Subrahmanyan Chandrasekhar

Subrahmanyan Chandrasekhar (/ˌtʃəndrəˈʃeɪkər/;[3] 19 October 1910 – 21 August 1995)[4] was an Indian-American theoretical physicist who made significant contributions to the scientific knowledge about the structure of stars, stellar evolution and black holes.

His mathematical treatment of stellar evolution yielded many of the current theoretical models of the later evolutionary stages of massive stars and black holes.

[8] At the University of Cambridge, he developed a theoretical model explaining the structure of white dwarf stars that took into account the relativistic variation of mass with the velocities of electrons that comprise their degenerate matter.

Chandrasekhar revised the models of stellar dynamics first outlined by Jan Oort and others by considering the effects of fluctuating gravitational fields within the Milky Way on stars rotating about the galactic centre.

In July 1930, Chandrasekhar was awarded a Government of India scholarship to pursue graduate studies at the University of Cambridge, where he was admitted to Trinity College, secured by R. H. Fowler with whom he communicated his first paper.

In his first year at Cambridge, as a research student of Fowler, Chandrasekhar spent his time calculating mean opacities and applying his results to the construction of an improved model for the limiting mass of a degenerate star.

On the advice of Paul Dirac, he spent his final year of graduate studies at the Institute for Theoretical Physics in Copenhagen, where he met Niels Bohr.

After receiving a bronze medal for his work on degenerate stars, Chandrasekhar was awarded his PhD degree at Cambridge in the summer of 1933, with a thesis on rotating self-gravitating polytropes.

He had been so certain of failing to obtain the fellowship that he had already made arrangements to study under Milne that autumn at Oxford, even going to the extent of renting a flat there.

In 1935, Chandrasekhar was invited by the director of the Harvard Observatory, Harlow Shapley, to be a visiting lecturer in theoretical astrophysics for a three-month period.

At the same time, Chandrasekhar met Gerard Kuiper, a noted Dutch astrophysical observationalist who was then a leading authority on white dwarfs.

Having known of Chandrasekhar, Struve was then considering him for one of three faculty posts in astrophysics, along with Kuiper; the other opening had been filled by Bengt Stromgren, a Danish theorist.

[15] After the Laboratory for Astrophysics and Space Research (LASR) was built by NASA in 1966 at the university, Chandrasekhar occupied one of the four corner offices on the second floor.

Chandrasekhar lived at 4800 Lake Shore Drive after the high-rise apartment complex was built in the late 1960s, and later at 5550 Dorchester Building.

After graduating from Cambridge, Chandrasekhar, who was in close contact with Arthur Eddington, presented a full solution to his stellar equation at the Royal Astronomical Society meeting in 1935.

[16] Chandrasekhar sought support from prominent physicists like Léon Rosenfeld, Niels Bohr and Christian Møller who found Eddington's arguments lacking.

"What a scientist tries to do essentially is to select a certain domain, a certain aspect, or a certain detail, and see if that takes its appropriate place in a general scheme which has form and coherence; and, if not, to seek further information which would help him to do that".

[20] Chandrasekhar developed a unique style of mastering several fields of physics and astrophysics; consequently, his working life can be divided into distinct periods.

He would exhaustively study a specific area, publish several papers in it and then write a book summarizing the major concepts in the field.

[8] Chandra worked closely with his students and expressed pride in the fact that over a 50-year period (from roughly 1930 to 1980), the average age of his co-author collaborators had remained the same, at around 30.

[23] During the years 1990 to 1995, Chandrasekhar worked on a project devoted to explaining the detailed geometric arguments in Sir Isaac Newton's Philosophiae Naturalis Principia Mathematica using the language and methods of ordinary calculus.

Many considered him as warm, positive, generous, unassuming, meticulous, and open to debate, while some others as private, intimidating, impatient and stubborn regarding non-scientific matters,[21] and unforgiving to those who ridiculed his work.

"[30] In an interview with Kevin Krisciunas at the University of Chicago, on 6 October 1987, Chandrasekhar commented: "Of course, he (Otto Struve) knew I was an atheist, and he never brought up the subject with me".

[46] Carl Sagan praised him in the book The Demon-Haunted World: "I discovered what true mathematical elegance is from Subrahmanyan Chandrasekhar."

Its research talks were published in 2011 as a book titled Fluid flows to Black Holes: A tribute to S Chandrasekhar on his birth centenary.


__HOW TO COMPLETE THIS TASK__. Within the records that follow, restate exactly the lines from the line with "Image is 868x413 pixels." down to the line with "Image is 980x465 pixels.", including both. Omit the pictures.

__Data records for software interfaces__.
-- Opening Marker --

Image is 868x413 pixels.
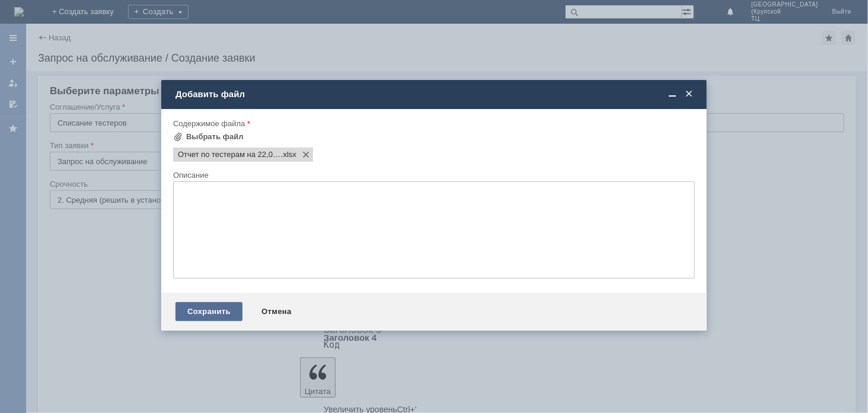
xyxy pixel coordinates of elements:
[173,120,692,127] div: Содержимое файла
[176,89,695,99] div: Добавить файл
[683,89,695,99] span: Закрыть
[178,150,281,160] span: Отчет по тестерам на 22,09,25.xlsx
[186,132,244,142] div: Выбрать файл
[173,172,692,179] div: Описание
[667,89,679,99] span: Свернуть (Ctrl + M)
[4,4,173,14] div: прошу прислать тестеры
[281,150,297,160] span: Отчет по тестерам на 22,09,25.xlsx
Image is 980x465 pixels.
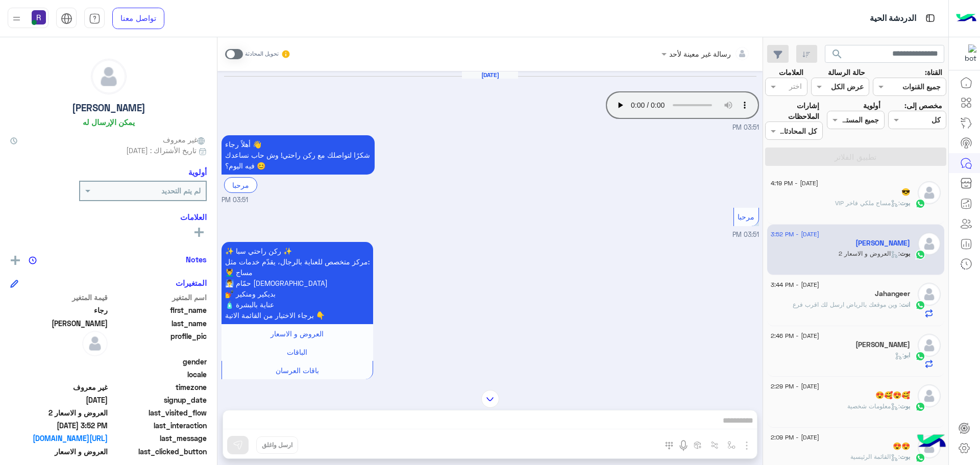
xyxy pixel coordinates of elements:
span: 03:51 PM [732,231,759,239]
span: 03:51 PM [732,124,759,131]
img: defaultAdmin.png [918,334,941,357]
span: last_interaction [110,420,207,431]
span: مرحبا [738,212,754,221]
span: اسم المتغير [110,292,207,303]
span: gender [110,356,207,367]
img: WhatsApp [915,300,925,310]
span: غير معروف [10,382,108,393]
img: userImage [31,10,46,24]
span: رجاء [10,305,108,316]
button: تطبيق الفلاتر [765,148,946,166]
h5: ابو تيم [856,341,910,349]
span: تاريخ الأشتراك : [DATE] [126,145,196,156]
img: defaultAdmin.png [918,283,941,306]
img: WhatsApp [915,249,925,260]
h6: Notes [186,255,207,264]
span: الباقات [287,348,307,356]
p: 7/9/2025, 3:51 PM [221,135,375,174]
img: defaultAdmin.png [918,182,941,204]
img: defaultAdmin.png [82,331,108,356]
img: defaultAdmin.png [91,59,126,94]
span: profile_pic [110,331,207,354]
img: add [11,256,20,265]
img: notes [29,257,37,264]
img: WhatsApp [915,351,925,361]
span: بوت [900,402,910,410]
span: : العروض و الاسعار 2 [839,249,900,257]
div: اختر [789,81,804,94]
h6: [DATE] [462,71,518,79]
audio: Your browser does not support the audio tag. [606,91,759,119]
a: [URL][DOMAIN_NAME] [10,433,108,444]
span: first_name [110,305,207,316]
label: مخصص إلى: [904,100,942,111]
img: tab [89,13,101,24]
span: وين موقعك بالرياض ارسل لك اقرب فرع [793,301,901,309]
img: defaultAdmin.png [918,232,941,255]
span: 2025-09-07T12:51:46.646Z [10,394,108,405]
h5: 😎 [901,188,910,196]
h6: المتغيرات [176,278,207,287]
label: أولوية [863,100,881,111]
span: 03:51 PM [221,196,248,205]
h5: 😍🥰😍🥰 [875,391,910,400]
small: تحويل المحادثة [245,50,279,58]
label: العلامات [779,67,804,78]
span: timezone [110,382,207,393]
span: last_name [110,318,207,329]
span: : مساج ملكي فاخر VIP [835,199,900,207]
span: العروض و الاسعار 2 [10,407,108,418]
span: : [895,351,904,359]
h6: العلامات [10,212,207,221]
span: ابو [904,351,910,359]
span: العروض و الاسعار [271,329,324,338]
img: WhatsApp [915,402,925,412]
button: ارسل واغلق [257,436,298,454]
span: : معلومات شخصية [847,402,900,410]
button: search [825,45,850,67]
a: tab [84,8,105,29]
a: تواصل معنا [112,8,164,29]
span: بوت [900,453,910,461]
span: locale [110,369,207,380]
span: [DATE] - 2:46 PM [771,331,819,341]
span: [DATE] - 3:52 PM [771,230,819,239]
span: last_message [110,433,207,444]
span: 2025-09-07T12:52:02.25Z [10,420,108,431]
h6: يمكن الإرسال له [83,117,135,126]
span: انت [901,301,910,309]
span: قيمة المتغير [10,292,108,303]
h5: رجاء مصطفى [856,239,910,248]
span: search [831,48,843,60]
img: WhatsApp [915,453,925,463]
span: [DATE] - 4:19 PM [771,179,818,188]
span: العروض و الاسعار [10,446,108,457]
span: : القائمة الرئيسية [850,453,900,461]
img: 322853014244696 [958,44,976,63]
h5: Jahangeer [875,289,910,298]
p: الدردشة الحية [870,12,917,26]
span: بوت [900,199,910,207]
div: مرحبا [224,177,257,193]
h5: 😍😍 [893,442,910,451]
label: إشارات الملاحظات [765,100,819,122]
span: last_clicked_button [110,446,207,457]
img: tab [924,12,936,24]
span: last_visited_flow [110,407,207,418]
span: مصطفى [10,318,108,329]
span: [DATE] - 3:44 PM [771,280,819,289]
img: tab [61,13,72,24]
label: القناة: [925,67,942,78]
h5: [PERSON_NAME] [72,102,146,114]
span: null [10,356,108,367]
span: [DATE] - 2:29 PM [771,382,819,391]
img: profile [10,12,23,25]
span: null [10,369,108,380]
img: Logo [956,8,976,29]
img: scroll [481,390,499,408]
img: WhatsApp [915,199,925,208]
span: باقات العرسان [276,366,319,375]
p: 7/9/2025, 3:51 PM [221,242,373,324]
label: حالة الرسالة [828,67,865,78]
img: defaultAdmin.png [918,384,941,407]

-- Closing Marker --
-- Opening Marker --

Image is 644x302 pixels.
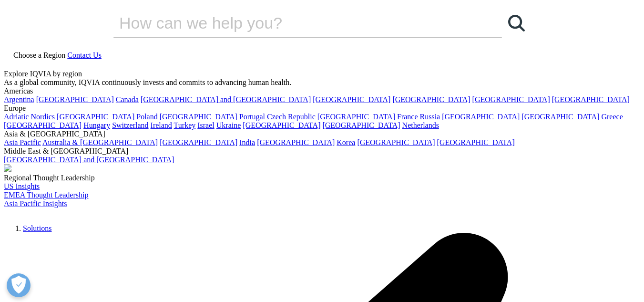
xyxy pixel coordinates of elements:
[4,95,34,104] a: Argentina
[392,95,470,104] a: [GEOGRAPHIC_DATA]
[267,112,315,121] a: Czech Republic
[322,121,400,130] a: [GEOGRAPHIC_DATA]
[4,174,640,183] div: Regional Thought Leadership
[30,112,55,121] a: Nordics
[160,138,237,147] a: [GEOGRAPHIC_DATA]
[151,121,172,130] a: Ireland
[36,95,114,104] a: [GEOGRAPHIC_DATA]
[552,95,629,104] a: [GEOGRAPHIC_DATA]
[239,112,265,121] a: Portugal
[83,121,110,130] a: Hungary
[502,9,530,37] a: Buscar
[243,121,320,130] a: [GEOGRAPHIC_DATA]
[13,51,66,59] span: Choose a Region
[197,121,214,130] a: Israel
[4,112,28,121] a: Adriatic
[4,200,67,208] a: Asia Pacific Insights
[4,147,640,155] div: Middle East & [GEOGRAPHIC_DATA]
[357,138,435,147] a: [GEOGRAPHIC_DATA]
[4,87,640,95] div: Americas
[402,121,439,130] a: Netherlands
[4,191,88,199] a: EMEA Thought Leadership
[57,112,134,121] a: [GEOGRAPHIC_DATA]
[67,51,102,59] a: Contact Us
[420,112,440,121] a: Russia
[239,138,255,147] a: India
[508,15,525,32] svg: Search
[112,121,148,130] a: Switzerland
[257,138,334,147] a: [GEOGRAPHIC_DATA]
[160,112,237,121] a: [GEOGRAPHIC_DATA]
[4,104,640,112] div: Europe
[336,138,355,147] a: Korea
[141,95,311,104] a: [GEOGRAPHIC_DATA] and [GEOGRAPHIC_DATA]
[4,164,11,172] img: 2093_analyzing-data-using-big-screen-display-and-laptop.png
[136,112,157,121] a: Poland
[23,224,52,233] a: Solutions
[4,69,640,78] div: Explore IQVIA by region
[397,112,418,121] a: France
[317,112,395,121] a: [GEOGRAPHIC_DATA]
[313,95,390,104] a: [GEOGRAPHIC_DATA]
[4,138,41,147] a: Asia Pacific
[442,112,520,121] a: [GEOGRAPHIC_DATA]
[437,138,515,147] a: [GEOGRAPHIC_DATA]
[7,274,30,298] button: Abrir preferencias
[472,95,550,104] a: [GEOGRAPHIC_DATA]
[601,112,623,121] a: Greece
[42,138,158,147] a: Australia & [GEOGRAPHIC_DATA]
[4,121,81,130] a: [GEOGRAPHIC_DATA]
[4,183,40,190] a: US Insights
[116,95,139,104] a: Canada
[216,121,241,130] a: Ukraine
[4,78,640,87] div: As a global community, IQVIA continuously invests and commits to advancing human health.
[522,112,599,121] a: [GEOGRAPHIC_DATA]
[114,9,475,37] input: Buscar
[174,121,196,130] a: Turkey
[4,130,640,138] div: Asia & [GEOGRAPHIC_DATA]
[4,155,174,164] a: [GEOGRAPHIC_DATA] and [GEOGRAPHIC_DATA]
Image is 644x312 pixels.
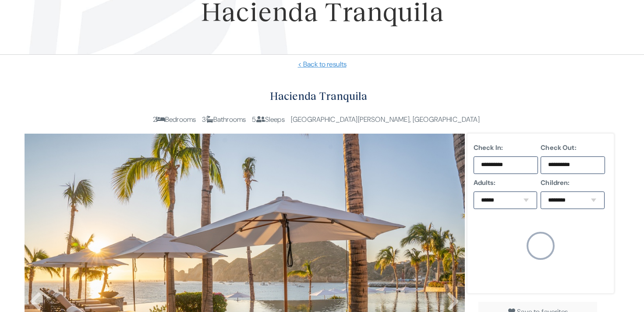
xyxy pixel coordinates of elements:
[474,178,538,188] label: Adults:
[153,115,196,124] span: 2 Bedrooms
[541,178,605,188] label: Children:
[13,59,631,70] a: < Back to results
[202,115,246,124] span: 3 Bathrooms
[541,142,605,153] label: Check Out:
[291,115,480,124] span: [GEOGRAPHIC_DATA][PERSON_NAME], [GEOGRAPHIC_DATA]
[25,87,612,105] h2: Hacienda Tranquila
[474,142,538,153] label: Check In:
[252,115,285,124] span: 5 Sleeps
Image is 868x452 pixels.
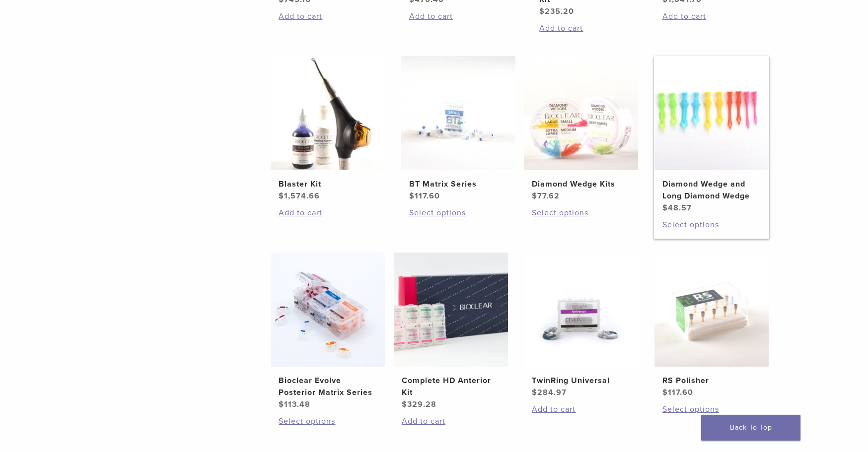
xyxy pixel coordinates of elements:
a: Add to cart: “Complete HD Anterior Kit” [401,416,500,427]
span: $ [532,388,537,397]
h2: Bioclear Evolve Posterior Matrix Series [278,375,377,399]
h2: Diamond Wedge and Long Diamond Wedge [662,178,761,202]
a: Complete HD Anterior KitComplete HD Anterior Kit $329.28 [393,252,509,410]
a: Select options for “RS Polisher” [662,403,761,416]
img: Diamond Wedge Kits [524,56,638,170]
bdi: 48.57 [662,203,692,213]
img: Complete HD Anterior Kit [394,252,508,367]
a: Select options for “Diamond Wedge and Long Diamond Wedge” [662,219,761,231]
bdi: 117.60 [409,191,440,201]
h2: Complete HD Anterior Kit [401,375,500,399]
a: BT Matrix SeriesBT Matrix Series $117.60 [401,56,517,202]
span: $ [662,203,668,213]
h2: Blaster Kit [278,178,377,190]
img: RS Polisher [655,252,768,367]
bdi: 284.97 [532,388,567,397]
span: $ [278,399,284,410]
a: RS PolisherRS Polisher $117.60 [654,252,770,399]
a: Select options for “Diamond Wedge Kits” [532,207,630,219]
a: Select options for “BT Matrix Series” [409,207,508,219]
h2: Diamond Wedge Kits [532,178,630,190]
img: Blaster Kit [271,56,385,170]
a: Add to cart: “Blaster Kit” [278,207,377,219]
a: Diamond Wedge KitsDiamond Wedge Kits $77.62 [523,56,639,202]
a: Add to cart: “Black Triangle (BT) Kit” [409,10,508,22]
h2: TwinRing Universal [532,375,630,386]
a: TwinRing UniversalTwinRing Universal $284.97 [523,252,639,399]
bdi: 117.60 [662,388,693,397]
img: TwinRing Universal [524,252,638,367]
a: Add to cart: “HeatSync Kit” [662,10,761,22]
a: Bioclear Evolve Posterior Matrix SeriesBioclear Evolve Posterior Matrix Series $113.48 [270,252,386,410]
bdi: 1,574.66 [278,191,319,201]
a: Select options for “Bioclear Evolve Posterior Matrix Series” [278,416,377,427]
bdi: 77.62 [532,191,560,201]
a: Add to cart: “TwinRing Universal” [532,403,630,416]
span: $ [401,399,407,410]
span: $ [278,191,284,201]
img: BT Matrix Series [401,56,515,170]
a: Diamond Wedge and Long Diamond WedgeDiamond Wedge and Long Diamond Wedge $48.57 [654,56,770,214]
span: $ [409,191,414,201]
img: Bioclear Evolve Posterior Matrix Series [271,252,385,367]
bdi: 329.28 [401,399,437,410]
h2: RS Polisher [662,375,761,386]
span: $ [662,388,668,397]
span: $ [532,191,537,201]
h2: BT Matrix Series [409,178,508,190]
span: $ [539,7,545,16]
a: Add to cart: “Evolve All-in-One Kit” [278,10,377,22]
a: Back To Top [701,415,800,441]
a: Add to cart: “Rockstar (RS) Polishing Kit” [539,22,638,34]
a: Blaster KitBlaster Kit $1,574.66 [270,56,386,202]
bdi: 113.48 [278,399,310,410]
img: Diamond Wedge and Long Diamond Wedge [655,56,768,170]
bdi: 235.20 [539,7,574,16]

-- Closing Marker --
-- Opening Marker --

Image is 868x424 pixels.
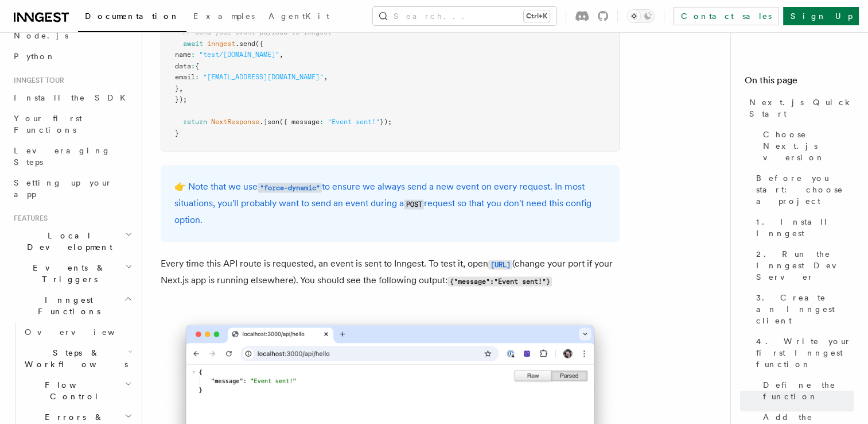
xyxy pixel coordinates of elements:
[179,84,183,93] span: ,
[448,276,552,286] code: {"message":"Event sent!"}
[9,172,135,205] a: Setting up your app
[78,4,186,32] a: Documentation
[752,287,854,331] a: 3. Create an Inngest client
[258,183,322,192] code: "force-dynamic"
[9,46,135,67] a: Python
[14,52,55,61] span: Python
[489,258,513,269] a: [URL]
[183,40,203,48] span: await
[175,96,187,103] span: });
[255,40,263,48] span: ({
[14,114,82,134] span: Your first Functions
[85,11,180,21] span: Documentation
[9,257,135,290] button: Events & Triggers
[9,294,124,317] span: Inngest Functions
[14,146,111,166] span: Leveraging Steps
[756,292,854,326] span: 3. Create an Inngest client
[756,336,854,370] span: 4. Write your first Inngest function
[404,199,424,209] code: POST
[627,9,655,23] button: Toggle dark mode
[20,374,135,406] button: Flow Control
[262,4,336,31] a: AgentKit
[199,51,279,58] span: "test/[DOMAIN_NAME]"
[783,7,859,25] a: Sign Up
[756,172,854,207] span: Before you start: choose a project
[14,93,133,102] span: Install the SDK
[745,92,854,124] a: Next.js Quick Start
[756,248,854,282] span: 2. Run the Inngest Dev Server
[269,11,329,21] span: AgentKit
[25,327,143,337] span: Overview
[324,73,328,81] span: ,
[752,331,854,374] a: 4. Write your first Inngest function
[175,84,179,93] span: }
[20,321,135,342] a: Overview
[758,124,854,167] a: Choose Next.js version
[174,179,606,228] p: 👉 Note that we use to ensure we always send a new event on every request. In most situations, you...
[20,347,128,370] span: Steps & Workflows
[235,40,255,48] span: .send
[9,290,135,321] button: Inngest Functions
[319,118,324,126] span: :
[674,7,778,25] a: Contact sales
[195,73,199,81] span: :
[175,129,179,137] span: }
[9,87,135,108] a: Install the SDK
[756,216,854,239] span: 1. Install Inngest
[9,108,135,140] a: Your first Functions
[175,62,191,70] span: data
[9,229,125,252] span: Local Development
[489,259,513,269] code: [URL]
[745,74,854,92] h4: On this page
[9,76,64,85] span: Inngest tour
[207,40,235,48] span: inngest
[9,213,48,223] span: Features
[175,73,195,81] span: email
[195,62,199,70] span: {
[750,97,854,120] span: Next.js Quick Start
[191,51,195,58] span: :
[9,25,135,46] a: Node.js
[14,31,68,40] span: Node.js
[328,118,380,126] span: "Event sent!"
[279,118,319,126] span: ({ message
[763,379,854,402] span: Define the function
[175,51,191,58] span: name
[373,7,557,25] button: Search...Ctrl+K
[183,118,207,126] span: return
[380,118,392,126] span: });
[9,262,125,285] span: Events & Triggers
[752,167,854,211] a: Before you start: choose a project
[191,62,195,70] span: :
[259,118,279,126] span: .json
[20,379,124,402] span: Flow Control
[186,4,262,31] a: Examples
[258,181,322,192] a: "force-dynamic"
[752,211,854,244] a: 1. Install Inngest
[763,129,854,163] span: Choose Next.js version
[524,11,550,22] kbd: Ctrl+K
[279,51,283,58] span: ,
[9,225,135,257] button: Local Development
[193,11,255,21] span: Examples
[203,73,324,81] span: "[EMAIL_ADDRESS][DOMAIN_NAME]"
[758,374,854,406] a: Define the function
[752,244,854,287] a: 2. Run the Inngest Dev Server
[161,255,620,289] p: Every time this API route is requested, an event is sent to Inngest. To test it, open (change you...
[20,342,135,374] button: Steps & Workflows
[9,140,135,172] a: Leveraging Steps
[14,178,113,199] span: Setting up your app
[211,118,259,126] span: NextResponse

-- Closing Marker --

__EXPECTED ANSWER__.
Image is 868x413 pixels.
xyxy pixel coordinates of elements:
[173,120,692,127] div: Содержимое файла
[176,89,695,99] div: Добавить файл
[683,89,695,99] span: Закрыть
[178,150,281,160] span: Отчет по тестерам на 22,09,25.xlsx
[186,132,244,142] div: Выбрать файл
[173,172,692,179] div: Описание
[667,89,679,99] span: Свернуть (Ctrl + M)
[4,4,173,14] div: прошу прислать тестеры
[281,150,297,160] span: Отчет по тестерам на 22,09,25.xlsx
Image is 980x465 pixels.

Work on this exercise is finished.